Ewout: Both Ernst and we (and maybe Michael as well) have cut down on queries by limiting the number of queries to 1 per class (or hierarchy,depending on your mapping strategy) in the RIM. Something like this:

  • Query the Act table for all Acts for this patient (you might need to denormalize the patientid here) within some timeconstraint (for example)
  • Query the ActRelationship table for ActRelationships belonging to the Acts queried in the first step.
  • Query the Participation table for all Participations relevant to the Acts queried before

Etc.

Because of its built-in identity-map hibernate will recombine the results of these separate queries into a connected tree of objects. This way you do not need to send queries for each level of acts with "deeper" connected acts.

Of course this will not cater for more complex queries with constraints on the combination of acts, but this should be good enough to do a first rough selection using the database server. Further detailed queries can then be done in-memory on the application server once the queries have run. Since appservers generally scale better than database servers, this seems quite acceptable to me.

  • Bertil Reppen: put the subject id and author Id in the act itself (as attributes). And have participation table. Then joins are OK.
  • Andy Harris: Yes, querying is complex and relatively slow because of recursion, but that's why there should be a BI stack for heavy report lifting. at UK Biobank, we were 'crosstabbing' 200,000 patients and approx 600 data points from an act table within approx 8 minutes - 120,000,000 data points


Skype chat

(relevant extract to be made)

  • [18/09/2008 15:45:23] Rene Spronk says: 1. How about performance? - if one uses the RIM as the basis for db tabes, people realize there will be lots of joins, with a performance hit.

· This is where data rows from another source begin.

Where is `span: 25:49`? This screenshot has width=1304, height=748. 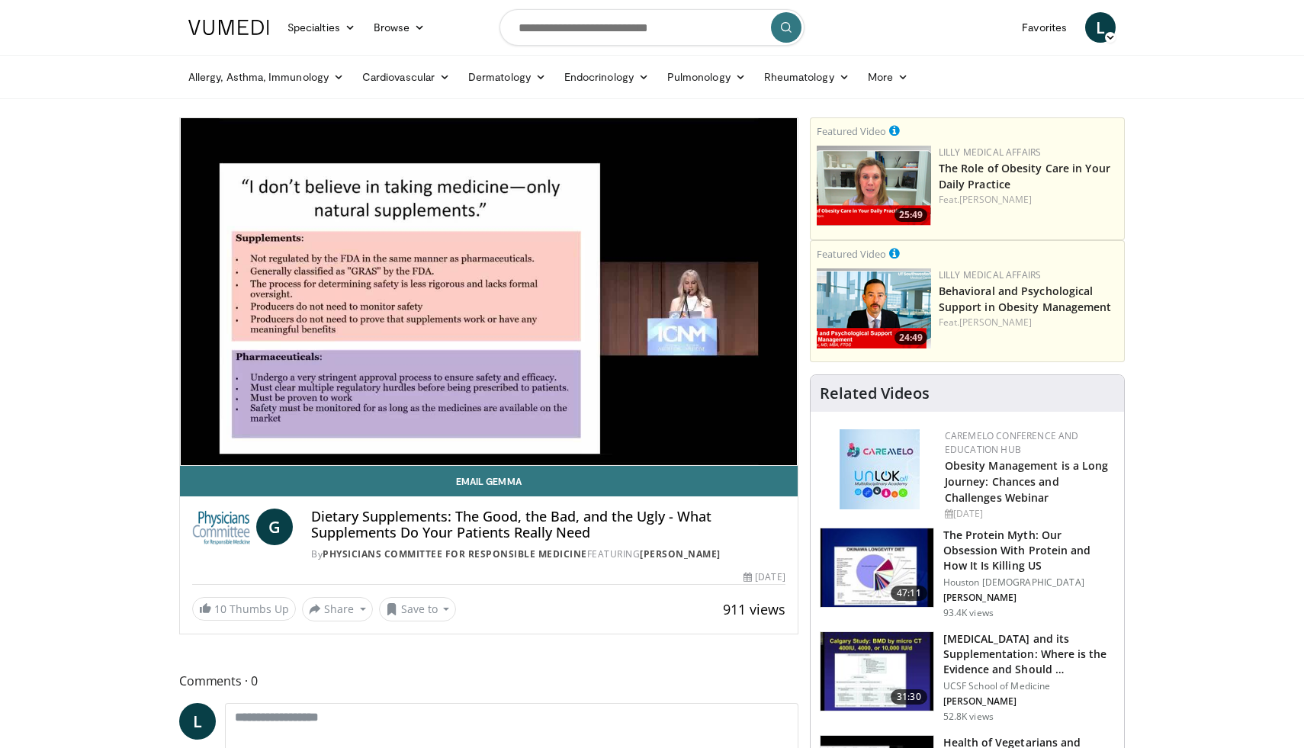
span: 25:49 is located at coordinates (911, 215).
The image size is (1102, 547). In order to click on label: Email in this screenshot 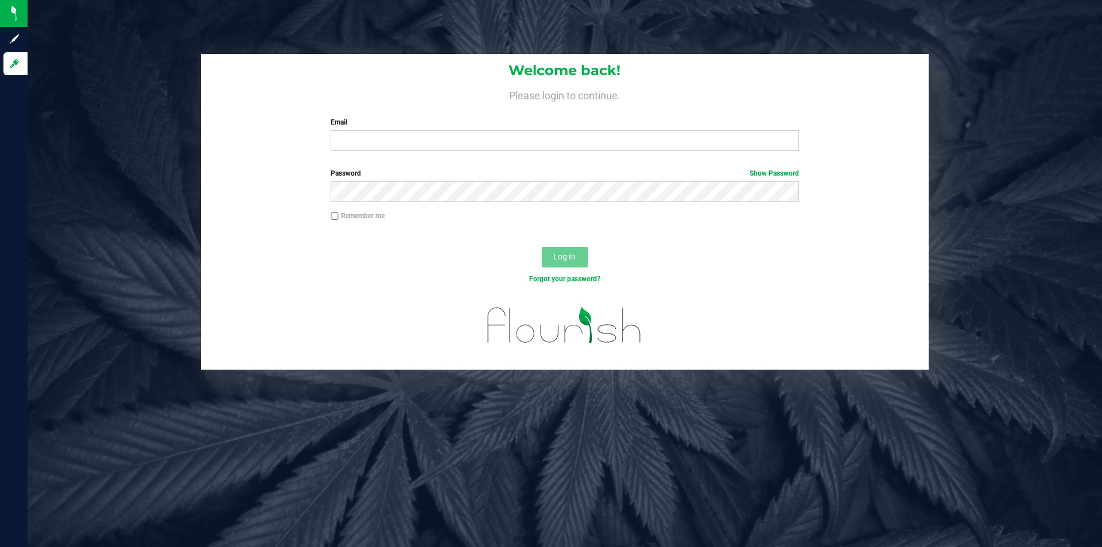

What's the best practice here ?
  • [18/09/2008 15:48:35] Grahame Grieve says: joins shjoins. Who cares. db's are pretty good at these now-a-days. Unless you have a real domain model that establishes a transaction model boundary you can cache around, it's better to use the db server
  • [18/09/2008 15:49:06] Grahame Grieve says: sole exception for me is recursive joins - they're not so good. Which is one reason I've deliberately excluded all recursion from the datatypes in R2
  • [18/09/2008 15:55:44] Alex Zupan says: 1) we are testing different strategies, different db,different hibernate mapping ..., to reach the optimal solution.
    • We tried the following hibernate mapping strategies :
    • -- Table for class hierarchy (Javasig default mapping)
    • -- Table for concrete class
  • But in any case there are too many join.
  • and now will try also:
    • -- Table for subclass
  • [18/09/2008 15:57:32] Alex Zupan says: I think that in any case there is to do a little tuning on queries on lazy loading and fetch mechanism of hibernate in order to achieve acceptable speed...
  • [18/09/2008 15:57:42] Grahame Grieve says: Alex, I will be interested to hear your results - but surprised if anything you do makes much fundamental difference, since the problem is driven by the complexity of the data, not the layout of it
  • [18/09/2008 16:01:01] Alex Zupan says: yes, but a little tuning can increase performance, such as default hibernate mapping of Javasig has many relations with lazy = "false". This leads to do many unnecessary queries.